Thurman impugned the reputation of two powerful men she’d worked with to speak of her own struggle and the plight of women exactly as she wanted to. She waited until she could be considered and effective. Her goal was not just what we call letting off steam—an Industrial Revolution-era metaphor that casts human beings as machines in which pressure builds up and must be released. Thurman’s goal was apparently to tell the truth in a way that had consequences, for the men who mistreated her and for the public at large—and perhaps for participants in the feminist insurrection underway, because stories like hers can fortify other women and the movement for women’s rights.
Anger itself is a catch-all term for a lot of overlapping but distinct phenomena. Among them are outrage, indignation, and distress, which are commonly born of empathy for the victims rather than animosity toward the victimizers. These feelings, which may last a lifetime, may not include the temporary physiological reaction that is bodily anger, with rising blood pressure and quickened pulse, tension, and often a surge of energy. That reaction is, in the moment, a preparation to respond to danger. It may be useful if you’re actually being attacked; when it becomes a chronic state, it turns the body against itself with impacts that can be devastating or even fatal.
I have often been struck by how some of the people who have the most grounds for anger seem to have abandoned it, perhaps because it could devour them. These are the falsely accused prisoners, farmworker organizers, indigenous rebels, black leaders, who are closer to the sage than to the samurai in our story, and powerful when it comes to getting things done and moving toward their goals.

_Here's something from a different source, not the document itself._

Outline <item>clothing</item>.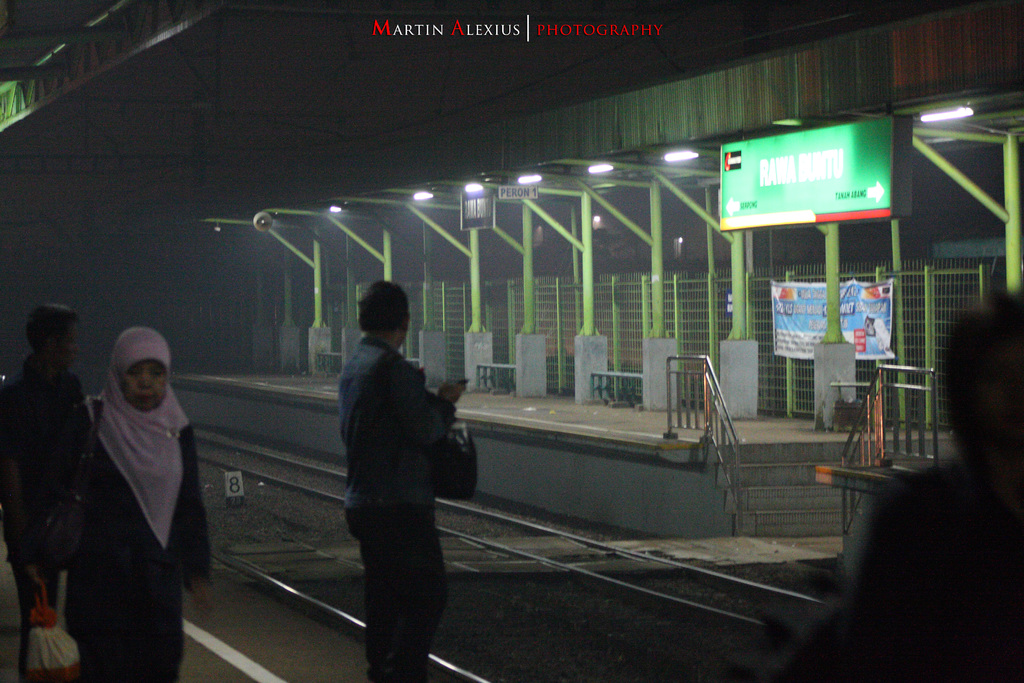
Outline: crop(84, 383, 204, 682).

I had a formative experience in the mid-1990s, when I was working with activists trying to expose the effects of depleted uranium on people who had been exposed to it in the 1991 Gulf War and at American weapons testing sites. I took two dedicated experts to a radio station, where they and the radio host talked at cross purposes throughout the interview. My colleagues were driven by love and compassion for the soldiers and the civilians in the United States and Iraq exposed to the stuff, and they wanted to talk about the suffering and the solutions. Their interlocutor—who if he were female might’ve been called histrionic, self-involved, and volatile—wasn’t really interested; he seemed to be motivated by hatred of the government and kept trying to turn the conversation to indictments of the institutions of power. He missed what his subjects were trying to say as he tried to beat their story into his mold.
Most great activists—from Ida B. Wells to Dolores Huerta to Harvey Milk to Bill McKibben—are motivated by love, first of all. If they are angry, they are angry at what harms the people and phenomena they love, but their urges are primarily protective, not vengeful. Love is essential; anger is perhaps optional.